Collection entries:
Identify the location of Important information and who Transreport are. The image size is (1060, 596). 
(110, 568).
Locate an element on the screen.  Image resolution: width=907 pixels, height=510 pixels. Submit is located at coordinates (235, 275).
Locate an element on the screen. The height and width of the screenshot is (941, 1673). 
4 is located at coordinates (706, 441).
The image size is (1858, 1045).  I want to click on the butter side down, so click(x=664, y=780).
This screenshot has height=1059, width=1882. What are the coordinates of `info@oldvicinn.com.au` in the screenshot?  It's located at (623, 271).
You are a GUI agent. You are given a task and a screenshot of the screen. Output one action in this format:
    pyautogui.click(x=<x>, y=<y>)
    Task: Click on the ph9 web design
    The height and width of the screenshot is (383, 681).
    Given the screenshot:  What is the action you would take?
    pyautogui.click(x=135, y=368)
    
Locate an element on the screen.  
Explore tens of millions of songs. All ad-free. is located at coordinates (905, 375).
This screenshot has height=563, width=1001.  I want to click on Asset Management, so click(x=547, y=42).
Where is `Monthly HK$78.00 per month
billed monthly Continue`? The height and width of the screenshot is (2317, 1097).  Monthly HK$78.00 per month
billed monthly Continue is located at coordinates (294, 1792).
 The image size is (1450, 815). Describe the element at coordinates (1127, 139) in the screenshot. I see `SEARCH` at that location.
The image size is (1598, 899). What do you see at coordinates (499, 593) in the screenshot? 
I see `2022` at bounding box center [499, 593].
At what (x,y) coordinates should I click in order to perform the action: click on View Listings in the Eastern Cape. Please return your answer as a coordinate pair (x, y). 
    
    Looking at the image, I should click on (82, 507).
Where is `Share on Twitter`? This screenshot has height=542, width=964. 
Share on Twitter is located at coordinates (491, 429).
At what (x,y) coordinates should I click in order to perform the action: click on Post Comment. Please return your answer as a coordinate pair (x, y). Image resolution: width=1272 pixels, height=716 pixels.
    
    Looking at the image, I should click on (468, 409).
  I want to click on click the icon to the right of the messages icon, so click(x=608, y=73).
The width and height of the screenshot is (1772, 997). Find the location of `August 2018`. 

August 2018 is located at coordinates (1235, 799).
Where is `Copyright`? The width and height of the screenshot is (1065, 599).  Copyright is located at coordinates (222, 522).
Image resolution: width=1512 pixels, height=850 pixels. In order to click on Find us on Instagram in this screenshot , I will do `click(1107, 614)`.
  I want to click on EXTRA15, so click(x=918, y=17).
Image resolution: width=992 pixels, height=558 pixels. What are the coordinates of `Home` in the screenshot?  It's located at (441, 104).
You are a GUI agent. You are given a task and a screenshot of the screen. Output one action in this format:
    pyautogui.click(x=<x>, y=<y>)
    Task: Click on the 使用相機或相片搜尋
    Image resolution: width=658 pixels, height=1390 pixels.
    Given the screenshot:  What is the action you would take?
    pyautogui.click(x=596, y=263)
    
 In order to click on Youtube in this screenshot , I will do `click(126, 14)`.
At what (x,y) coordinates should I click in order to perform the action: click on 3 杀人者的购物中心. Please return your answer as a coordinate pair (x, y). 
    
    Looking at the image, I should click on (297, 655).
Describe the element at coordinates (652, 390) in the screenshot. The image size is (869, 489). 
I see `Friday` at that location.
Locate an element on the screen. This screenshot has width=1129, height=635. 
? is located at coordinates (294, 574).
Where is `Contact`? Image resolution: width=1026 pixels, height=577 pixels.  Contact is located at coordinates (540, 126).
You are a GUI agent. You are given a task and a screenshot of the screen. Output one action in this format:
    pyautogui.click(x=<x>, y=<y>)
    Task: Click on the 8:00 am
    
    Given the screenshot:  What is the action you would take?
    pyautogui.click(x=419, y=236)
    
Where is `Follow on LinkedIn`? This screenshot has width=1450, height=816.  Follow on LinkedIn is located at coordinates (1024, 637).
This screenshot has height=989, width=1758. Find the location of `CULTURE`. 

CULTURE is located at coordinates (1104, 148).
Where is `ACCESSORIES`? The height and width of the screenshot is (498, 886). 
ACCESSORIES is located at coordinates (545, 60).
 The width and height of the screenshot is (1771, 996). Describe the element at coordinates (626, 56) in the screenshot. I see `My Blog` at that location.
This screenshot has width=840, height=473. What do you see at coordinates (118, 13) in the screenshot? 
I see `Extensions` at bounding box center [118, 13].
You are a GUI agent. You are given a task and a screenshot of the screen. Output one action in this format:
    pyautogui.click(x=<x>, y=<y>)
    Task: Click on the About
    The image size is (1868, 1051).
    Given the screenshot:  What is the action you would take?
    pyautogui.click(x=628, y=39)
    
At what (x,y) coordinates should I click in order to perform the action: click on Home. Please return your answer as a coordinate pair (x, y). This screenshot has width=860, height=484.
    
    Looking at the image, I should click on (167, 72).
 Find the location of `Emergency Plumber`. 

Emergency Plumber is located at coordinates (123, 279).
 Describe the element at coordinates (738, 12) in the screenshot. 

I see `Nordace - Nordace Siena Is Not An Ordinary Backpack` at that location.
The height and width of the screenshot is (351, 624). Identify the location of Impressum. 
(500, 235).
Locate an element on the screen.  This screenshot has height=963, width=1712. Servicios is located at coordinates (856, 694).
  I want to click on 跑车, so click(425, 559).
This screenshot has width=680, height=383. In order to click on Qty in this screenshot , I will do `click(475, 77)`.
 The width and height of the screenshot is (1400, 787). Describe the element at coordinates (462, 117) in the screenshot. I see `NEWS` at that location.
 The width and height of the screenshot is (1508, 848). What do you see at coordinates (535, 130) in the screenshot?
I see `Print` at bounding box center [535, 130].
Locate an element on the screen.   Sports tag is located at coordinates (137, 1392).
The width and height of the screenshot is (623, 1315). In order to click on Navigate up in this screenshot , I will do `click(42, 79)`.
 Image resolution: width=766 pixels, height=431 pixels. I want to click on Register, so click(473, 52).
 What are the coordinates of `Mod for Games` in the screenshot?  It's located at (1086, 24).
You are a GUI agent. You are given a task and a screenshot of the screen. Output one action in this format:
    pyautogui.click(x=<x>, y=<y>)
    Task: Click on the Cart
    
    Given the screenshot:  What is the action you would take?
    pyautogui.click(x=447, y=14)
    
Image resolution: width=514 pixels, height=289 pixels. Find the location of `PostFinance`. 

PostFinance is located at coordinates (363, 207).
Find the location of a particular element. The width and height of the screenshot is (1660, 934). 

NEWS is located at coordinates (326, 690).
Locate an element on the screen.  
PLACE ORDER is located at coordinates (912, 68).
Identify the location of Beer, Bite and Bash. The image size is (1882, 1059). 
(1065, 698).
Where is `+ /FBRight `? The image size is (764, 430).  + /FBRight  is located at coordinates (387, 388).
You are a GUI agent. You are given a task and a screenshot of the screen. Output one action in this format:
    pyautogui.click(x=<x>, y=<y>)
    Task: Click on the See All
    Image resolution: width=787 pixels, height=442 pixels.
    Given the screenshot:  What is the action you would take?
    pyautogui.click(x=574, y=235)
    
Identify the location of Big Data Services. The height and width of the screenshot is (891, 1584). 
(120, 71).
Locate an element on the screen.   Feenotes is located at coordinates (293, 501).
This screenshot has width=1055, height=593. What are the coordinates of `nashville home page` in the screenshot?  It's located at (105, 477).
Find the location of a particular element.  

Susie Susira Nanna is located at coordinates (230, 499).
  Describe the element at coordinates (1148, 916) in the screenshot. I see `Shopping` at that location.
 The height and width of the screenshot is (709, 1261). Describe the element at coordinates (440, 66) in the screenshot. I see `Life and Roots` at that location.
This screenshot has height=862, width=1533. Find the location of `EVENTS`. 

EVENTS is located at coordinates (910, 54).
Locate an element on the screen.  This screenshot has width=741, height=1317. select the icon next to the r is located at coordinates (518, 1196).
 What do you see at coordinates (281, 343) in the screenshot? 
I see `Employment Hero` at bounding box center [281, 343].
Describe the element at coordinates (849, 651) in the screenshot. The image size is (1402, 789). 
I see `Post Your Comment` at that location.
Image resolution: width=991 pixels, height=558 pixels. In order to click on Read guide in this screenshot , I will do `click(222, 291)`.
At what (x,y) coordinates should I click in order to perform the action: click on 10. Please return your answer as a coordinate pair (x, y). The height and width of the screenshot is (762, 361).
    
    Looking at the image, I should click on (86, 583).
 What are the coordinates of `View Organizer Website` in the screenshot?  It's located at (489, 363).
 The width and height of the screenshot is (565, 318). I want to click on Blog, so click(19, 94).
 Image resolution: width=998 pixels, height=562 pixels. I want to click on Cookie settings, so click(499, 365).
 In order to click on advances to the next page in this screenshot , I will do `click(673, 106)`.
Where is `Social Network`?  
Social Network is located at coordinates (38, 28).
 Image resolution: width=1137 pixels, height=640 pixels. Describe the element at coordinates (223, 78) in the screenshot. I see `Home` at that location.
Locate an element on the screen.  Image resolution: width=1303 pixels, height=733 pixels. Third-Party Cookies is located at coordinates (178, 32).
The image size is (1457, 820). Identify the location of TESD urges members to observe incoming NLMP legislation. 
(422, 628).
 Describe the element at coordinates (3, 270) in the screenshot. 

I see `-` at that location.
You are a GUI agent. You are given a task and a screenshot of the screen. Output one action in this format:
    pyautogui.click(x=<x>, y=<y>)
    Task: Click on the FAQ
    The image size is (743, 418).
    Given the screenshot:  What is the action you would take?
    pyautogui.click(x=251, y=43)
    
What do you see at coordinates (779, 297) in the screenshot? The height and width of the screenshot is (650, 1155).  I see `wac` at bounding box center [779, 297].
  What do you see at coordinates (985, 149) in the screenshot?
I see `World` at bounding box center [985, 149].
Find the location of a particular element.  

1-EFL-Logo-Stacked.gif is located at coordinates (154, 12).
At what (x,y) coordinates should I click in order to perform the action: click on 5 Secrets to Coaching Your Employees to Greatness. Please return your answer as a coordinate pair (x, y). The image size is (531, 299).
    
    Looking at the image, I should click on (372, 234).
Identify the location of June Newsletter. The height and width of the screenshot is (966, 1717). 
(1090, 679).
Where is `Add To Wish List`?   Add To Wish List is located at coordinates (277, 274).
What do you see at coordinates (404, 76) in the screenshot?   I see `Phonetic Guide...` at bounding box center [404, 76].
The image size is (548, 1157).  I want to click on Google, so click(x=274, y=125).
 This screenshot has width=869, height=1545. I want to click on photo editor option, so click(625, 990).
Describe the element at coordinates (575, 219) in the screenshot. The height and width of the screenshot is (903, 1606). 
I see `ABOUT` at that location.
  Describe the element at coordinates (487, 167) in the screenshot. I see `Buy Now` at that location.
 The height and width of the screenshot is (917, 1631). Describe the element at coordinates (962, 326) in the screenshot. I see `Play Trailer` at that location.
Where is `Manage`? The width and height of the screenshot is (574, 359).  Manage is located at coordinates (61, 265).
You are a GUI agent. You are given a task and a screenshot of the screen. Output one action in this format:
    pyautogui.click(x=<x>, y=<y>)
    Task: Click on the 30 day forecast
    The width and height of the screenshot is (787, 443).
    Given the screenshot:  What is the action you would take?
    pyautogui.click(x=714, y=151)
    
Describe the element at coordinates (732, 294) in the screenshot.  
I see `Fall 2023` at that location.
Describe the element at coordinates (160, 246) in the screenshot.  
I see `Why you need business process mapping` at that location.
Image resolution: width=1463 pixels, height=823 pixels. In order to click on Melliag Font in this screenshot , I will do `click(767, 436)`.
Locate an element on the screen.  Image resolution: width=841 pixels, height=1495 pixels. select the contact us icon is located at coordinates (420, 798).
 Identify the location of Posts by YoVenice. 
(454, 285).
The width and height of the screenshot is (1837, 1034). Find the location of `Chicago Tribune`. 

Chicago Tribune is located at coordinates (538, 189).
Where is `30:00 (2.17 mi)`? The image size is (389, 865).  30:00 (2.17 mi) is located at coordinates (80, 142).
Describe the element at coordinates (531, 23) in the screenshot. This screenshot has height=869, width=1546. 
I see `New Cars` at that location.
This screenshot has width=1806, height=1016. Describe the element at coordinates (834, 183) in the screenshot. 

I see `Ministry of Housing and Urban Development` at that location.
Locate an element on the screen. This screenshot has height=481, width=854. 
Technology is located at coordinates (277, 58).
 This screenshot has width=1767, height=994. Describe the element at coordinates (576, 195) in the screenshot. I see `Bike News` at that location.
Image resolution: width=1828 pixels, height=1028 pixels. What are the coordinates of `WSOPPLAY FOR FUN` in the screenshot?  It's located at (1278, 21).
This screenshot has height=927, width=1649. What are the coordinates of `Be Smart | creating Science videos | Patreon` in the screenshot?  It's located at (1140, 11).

Task requirements: Check each line of the entries above for the string "page", and return those that contain it.

Finished task:
This screenshot has width=1055, height=593. What are the coordinates of `nashville home page` in the screenshot?  It's located at (105, 477).
 In order to click on advances to the next page in this screenshot , I will do `click(673, 106)`.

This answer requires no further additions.